Published online by Cambridge University Press: 05 February 2013
Fidel Castro declared to the new Cuban state in 1959 that: ‘… nobody can consider themselves to be of pure race, much less superior race …’ (Pérez Sarduy 2005: 3). Racial discrimination was considered anti-nation and citizens were expected to relate to each other through merit, not through perceptions of ethnicity; Castro's statements echoed those of the nineteenth-century Cuban republican, José Martí, who declared that Cubans should transcend race, considering themselves ‘more than white, more than black, Cuban’ (ibid.: 6). The search for Cuban identity beyond race has been a feature of the state since 1959 and only in recent years have real moves been made to celebrate the specificity and diversity of African origins in Cuba.
Approximately ninety different ethnic groups from West and Central Africa were taken to Cuba as slaves between 1502 and 1870; inter-racial relationships were commonplace, but despite this intensive racial mixing, Cuba has traditionally privileged European cultural discourse leaving a certain amount of racial tension, even after the Revolution. Inés M. Martiatu claims that although institutional racism was eliminated at the beginning of the 1960s as part of Revolutionary strategy, prejudices held deeply within the population continue to exist (2000: 204). This article will discuss the African presence in contemporary Cuban theatre. First, it will discuss questions of race within performance from the nineteenth century to the present day, and will then focus on three major areas of performance in Cuba: carnival and popular forms; the use of ritual as structure, plot or content within writing for the stage; and Afro-Cuban religion as a resource for theatre training.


WHAT YOU WILL DO> In the records below, find the line holding "Get bbox for"; copy it and every line after it to the end, omitting all images.

(Dataset entries)
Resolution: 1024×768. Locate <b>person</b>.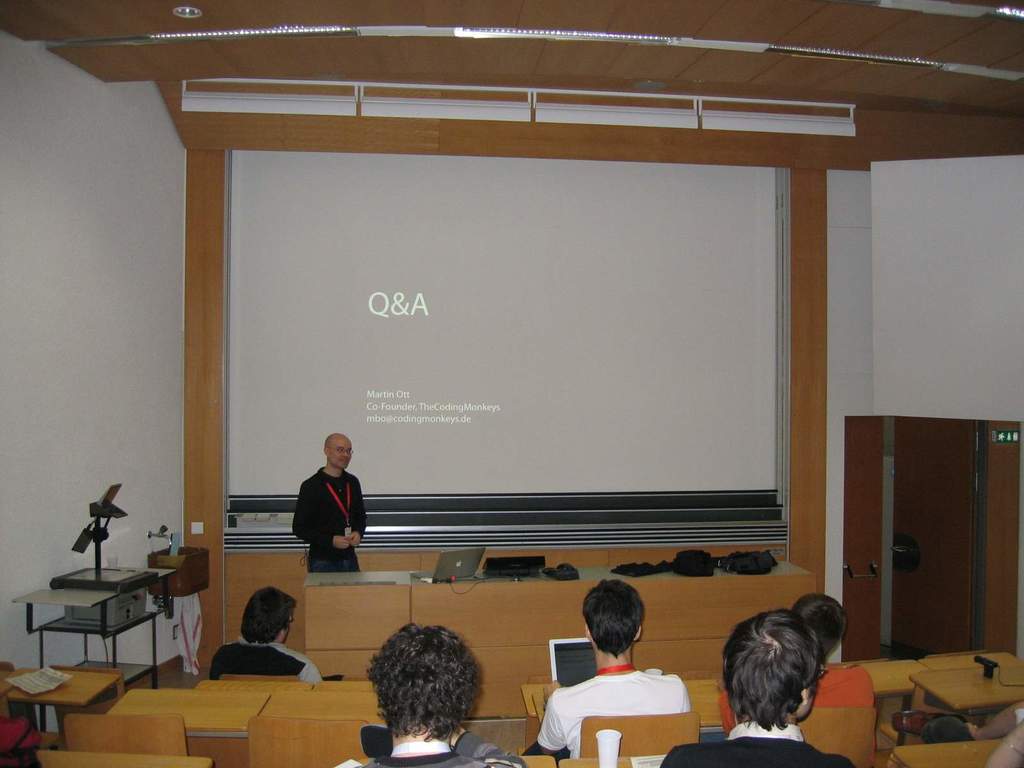
Rect(209, 583, 329, 686).
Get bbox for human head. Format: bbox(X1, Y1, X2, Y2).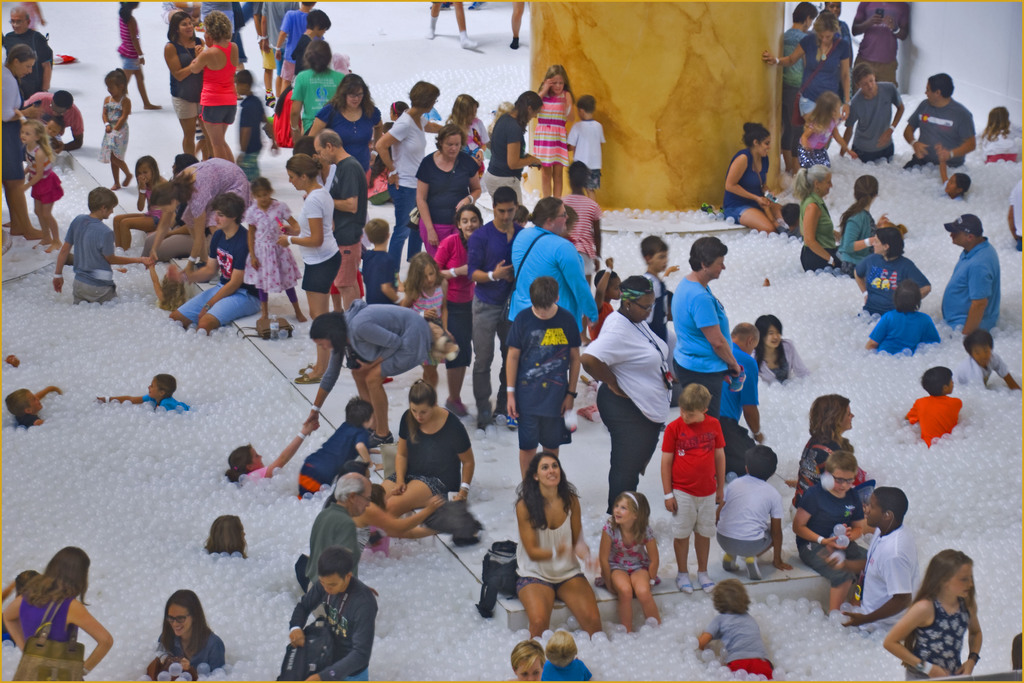
bbox(317, 544, 354, 599).
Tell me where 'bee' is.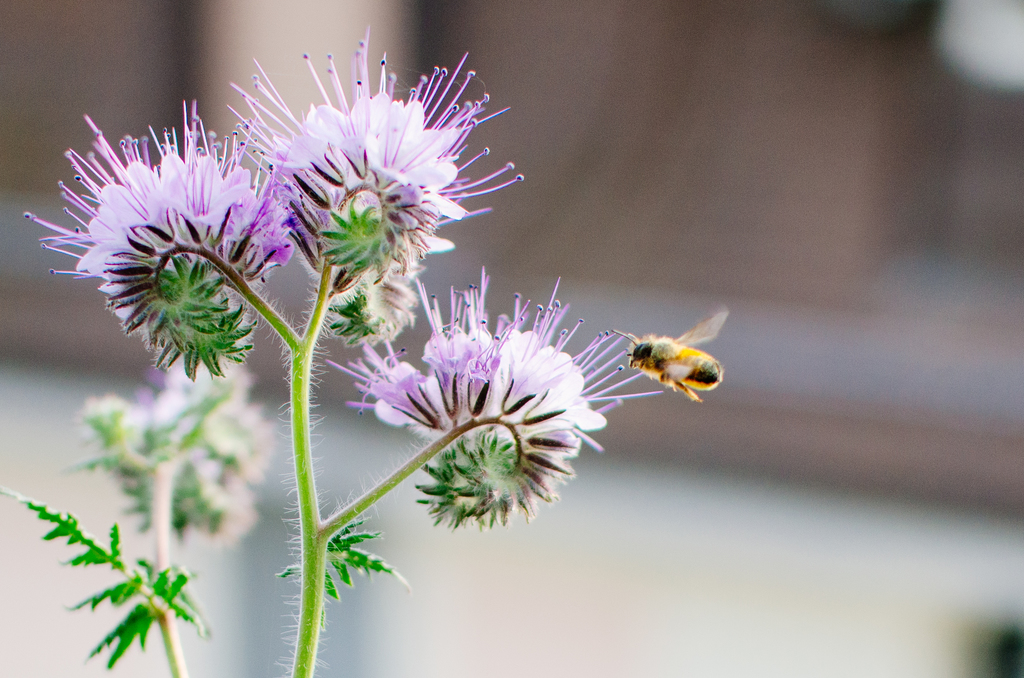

ANSWER TO THE EXERCISE>
Get bbox for human head. Format: bbox(X1, Y1, X2, Y2).
bbox(317, 544, 354, 599).
Tell me where 'bee' is.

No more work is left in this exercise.